Update Customer Id: "UPDATE Customers SET id='bar' WHERE id='foo'; UPDATE Orders SET customerId='bar' WHERE customerId='foo'"
Add Customer Purchase: "SELECT id FROM Customers WHERE email="blah"; INSERT INTO Orders(customerId, ...) VALUES("foo", ...);"
If the update task gets committed first and the pages for the Orders table are full (i.e. inserting causes a new page to allocated) these two operations dont have any page conflicts, but the result is incorrect.\
In order to fix this, you would need to track the pages read during the transaction in which the write occurred, but that could easily end up being the whole table if the update column isnt part of an index (and thus requiring a table scan).
fulafel|11 months ago
Some simple examples: https://www.caktusgroup.com/blog/2018/03/19/when-clean-merge...
ncruces|11 months ago
If strict serializability is not possible, because your changes are based on a snapshot that is already invalid, you can either replay (your local transactions are not durable, but system-wide you regain serializability) or merge (degrading to snapshot isolation).

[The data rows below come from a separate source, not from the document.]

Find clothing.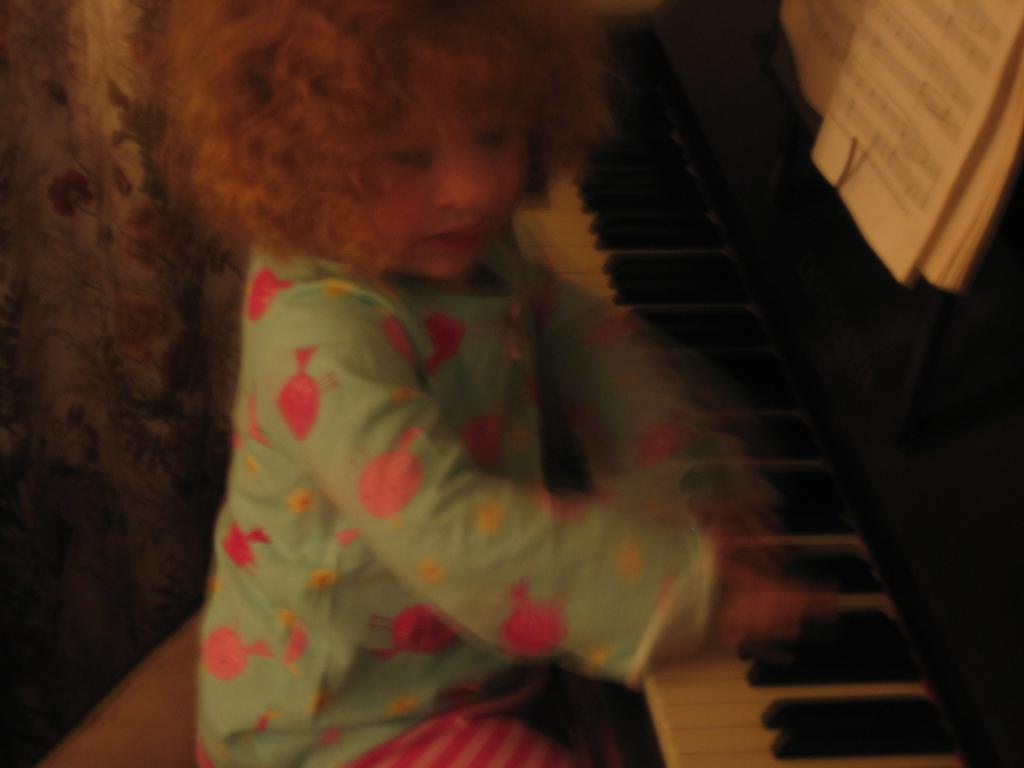
crop(189, 188, 725, 748).
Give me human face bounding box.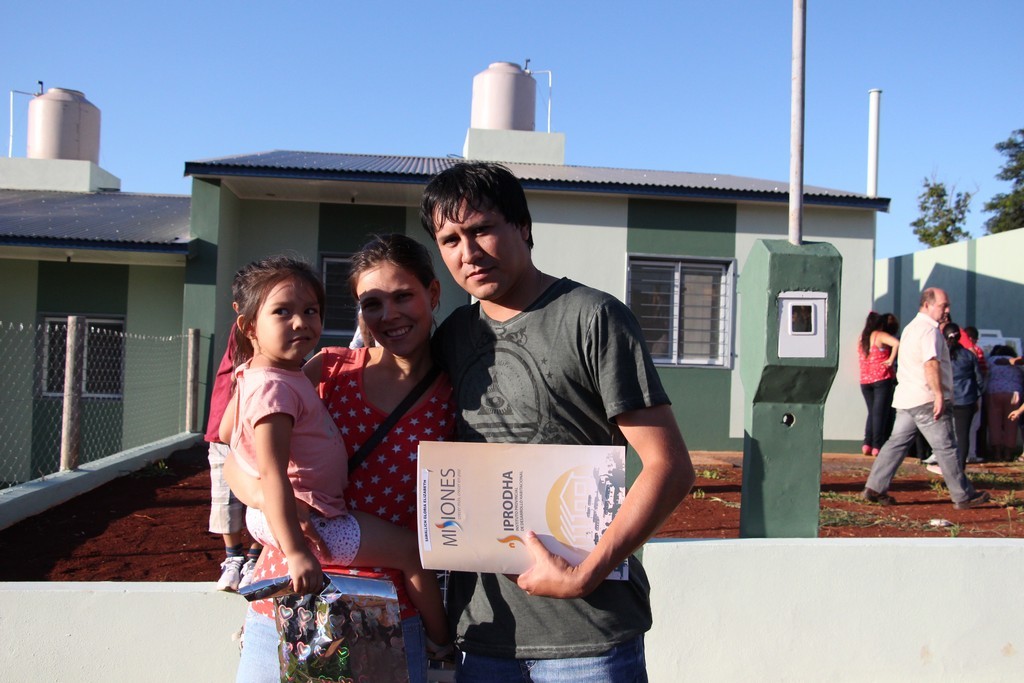
region(926, 288, 951, 323).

As long as local unsynchronized transactions retain the page read set, and look for conflicts there, this should be sound.
fauigerzigerk|11 months ago
Dropping them all is technically consistent but it may be unsafe depending on the circumstances. E.g. a doc records an urgent referral but then the tx fails because admin staff has concurrently updated the patient's phone number or whatever. Automatically replaying is unsafe because consistency cannot be guaranteed.

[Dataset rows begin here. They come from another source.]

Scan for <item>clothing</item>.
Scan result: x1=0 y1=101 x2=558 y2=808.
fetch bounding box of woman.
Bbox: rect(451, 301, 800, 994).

Manual merging may be the only safe option in many cases. But how can the app reconstitute the context of those failed transactions so that users can review and revise? At the very least it would need access to a transaction ID that can be linked back to a user level entity, task or workflow. I don't think SQLite surfaces transaction IDs. So this would have to be provided by the Graft API I guess.
bastawhiz|11 months ago
This manifests itself to the user as just data loss, though. You do something, it looks like it worked, but then it goes away later.